One thing I suspect is hurting you is that you're storing your parameters 
in a `Dict` object. Because the parameters are all of different types, (and 
because of the way you declare the `Dict`), they are stored in a `Dict{Any, 
Any}`, which means that Julia's type inference system is unable to discern 
at JIT-compilation time what the result of indexing into your `param` 
object will be. The result is that the emitted code must box everything 
that comes out of `param`, making everything that touches `param` allocate 
memory and incur a performance penalty. This would be consistent with your 
observation that removing type annotations worsens performance, since type 
annotations shouldn't matter when Julia's compiler can infer the types of 
objects passed around. Furthermore, since you set a number of loop bounds 
with values from `param`, I suspect that the type-uncertainty here hinders 
any optimization effort to remove bounds checks in those loops.

Try instead storing your parameters in a custom immutable type:

immutable Parameters
    D::Int
    T::Int
    I::Int
    max_b::Int
    w_max::Int
    gamma::Float64
    controls::Vector{Float64}
    num_controls::Int
    o_vec::Array{Int, 2}
end

You can then initialize a Parameters object such as `param = Parameters( 
... )` and replace all dict indexing with field access. Do the same for 
`dist` and `data`. (You may not be able to make these immutable, though, 
depending on whether or not you need to update them).

Finally, I'd wrap your `v1`, `term_condition` and `iter` declarations, as 
well as the subsequent `while` loop, in a `run()` function.

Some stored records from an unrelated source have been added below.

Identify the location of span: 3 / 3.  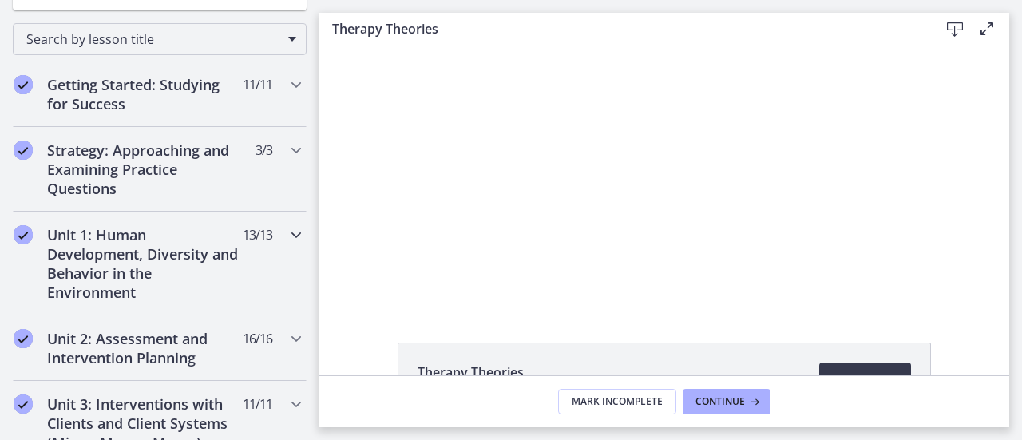
(264, 150).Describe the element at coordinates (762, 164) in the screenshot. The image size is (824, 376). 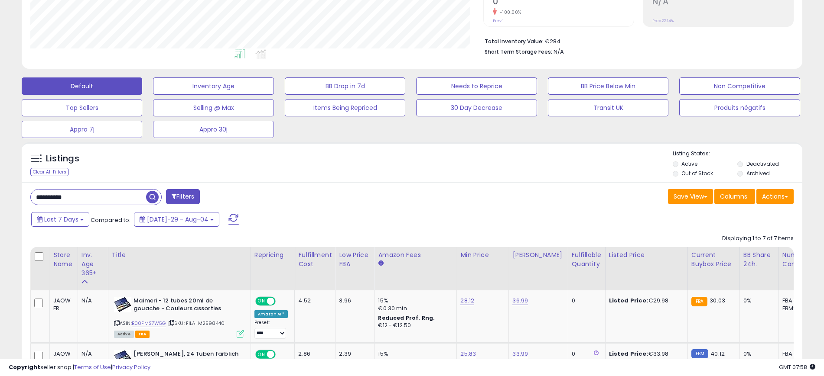
I see `label: Deactivated` at that location. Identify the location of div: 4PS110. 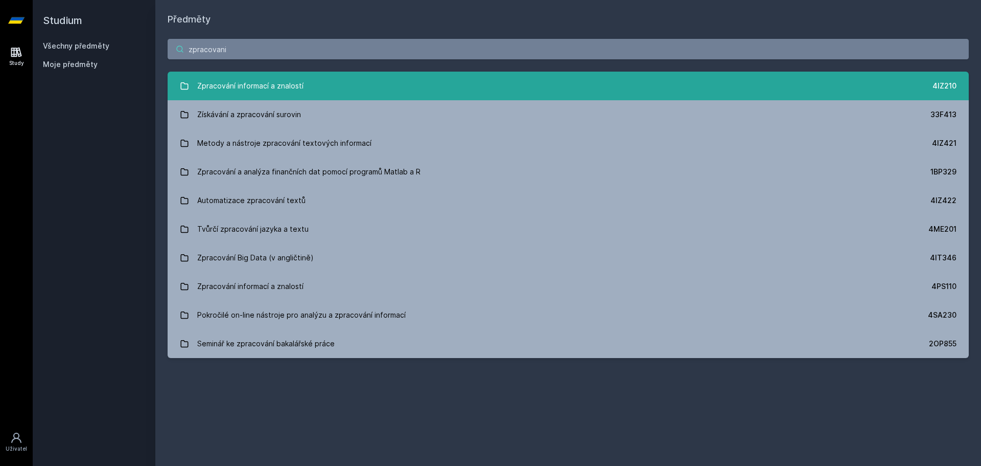
(944, 286).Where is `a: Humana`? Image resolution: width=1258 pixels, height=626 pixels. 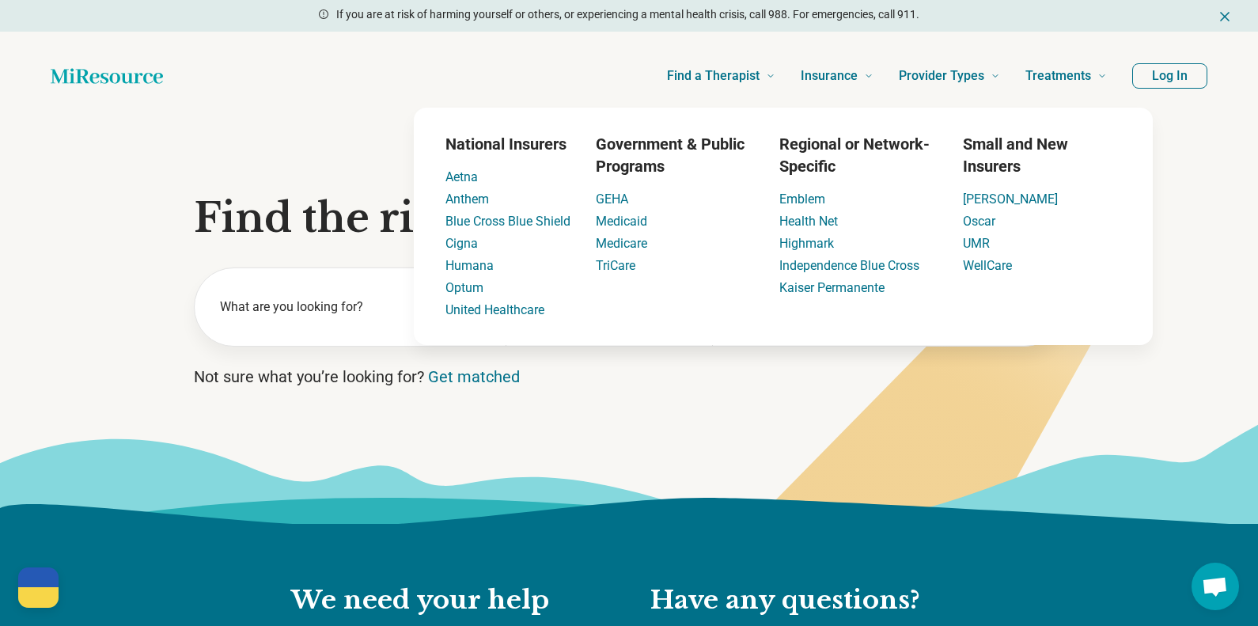 a: Humana is located at coordinates (469, 265).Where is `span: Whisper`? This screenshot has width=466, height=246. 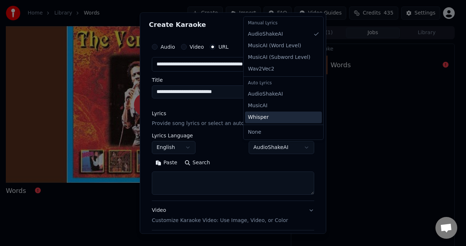
span: Whisper is located at coordinates (258, 118).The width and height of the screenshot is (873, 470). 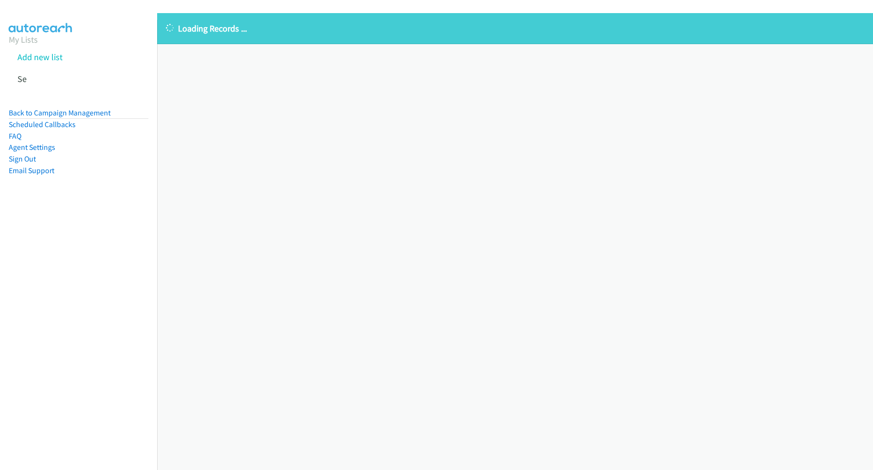 I want to click on a: Back to Campaign Management, so click(x=60, y=112).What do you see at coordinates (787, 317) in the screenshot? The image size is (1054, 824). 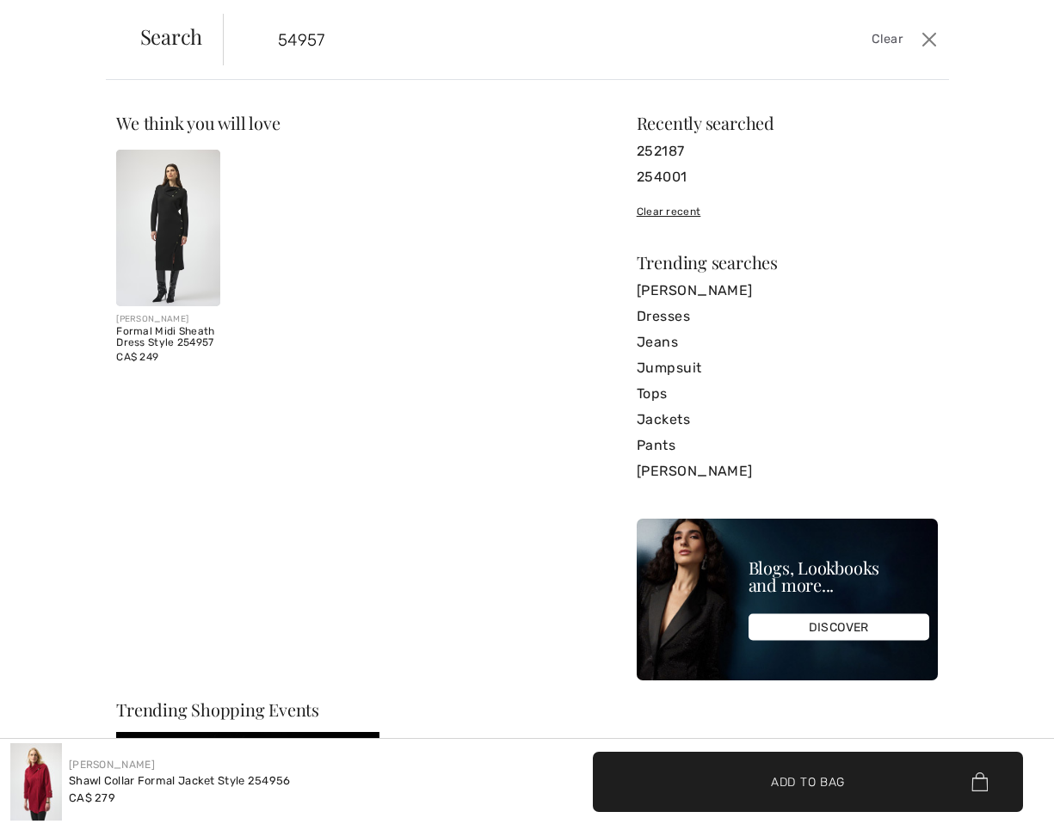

On Saturday, September 19, 2015 at 10:50:50 AM UTC-7, Adam wrote:
>
> Hi, I'm a novice to Julia but have heard promising things and wanted to 
> see if the language can help with a problem I'm working on. I have some 
> Matlab code with some user-defined functions that runs a simulation in 
> about ~1.4 seconds in Matlab (for a certain set of parameters that 
> characterize a small problem instance). I translated the code into Julia, 
> and to my surprise the Julia code runs 5x to 30x slower than the Matlab 
> code. I'll be running this code on much larger problem instances many, many 
> times (within some other loops), so performance is important here. 
>
> I created a GitHub gist that contains a stripped-down version of the Julia 
> code that gets as close to (as I can find) the culprit of the problem. The 
> gist is here: https://gist.github.com/anonymous/010bcbda091381b0de9e. A 
> quick description: 
>
>    - set_up.jl sets up parameters and other items.
>    - set_up_sim.jl sets up items particular to the simulation.
>    - simulation.jl runs the simulation.
>    - calc_net.jl, dist_o_i.jl, and update_w.jl are user-defined functions 
>    executed in the simulation. 
>
>
> On my laptop (running in Juno with Julia version 0.3.10), this code yields:
> elapsed time: 43.269609577 seconds (20297989440 bytes allocated, 38.77% gc 
> time)
> elapsed time: 38.500054653 seconds (20291872804 bytes allocated, 40.41% gc 
> time)
> elapsed time: 40.238907235 seconds (20291869252 bytes allocated, 39.44% gc 
> time)
>
> Why is so much memory used, and why is so much time spent in garbage 
> collection?
>
> I'm familiar with 
> http://docs.julialang.org/en/release-0.3/manual/performance-tips/ and 
> have tried to follow these tips to the best of my knowledge. One example of 
> what might be seen as low-hanging fruit: I tried removing the type 
> declarations from my functions, but this actually increased the run-time of 
> the code by a few seconds. Also, other permutations of the column orders 
> pertaining to D, T, and I led to slower performance. 
>
> I'm sure there are several issues at play here-- I'm just using Julia for 
> the first time. Any tips would be greatly appreciated.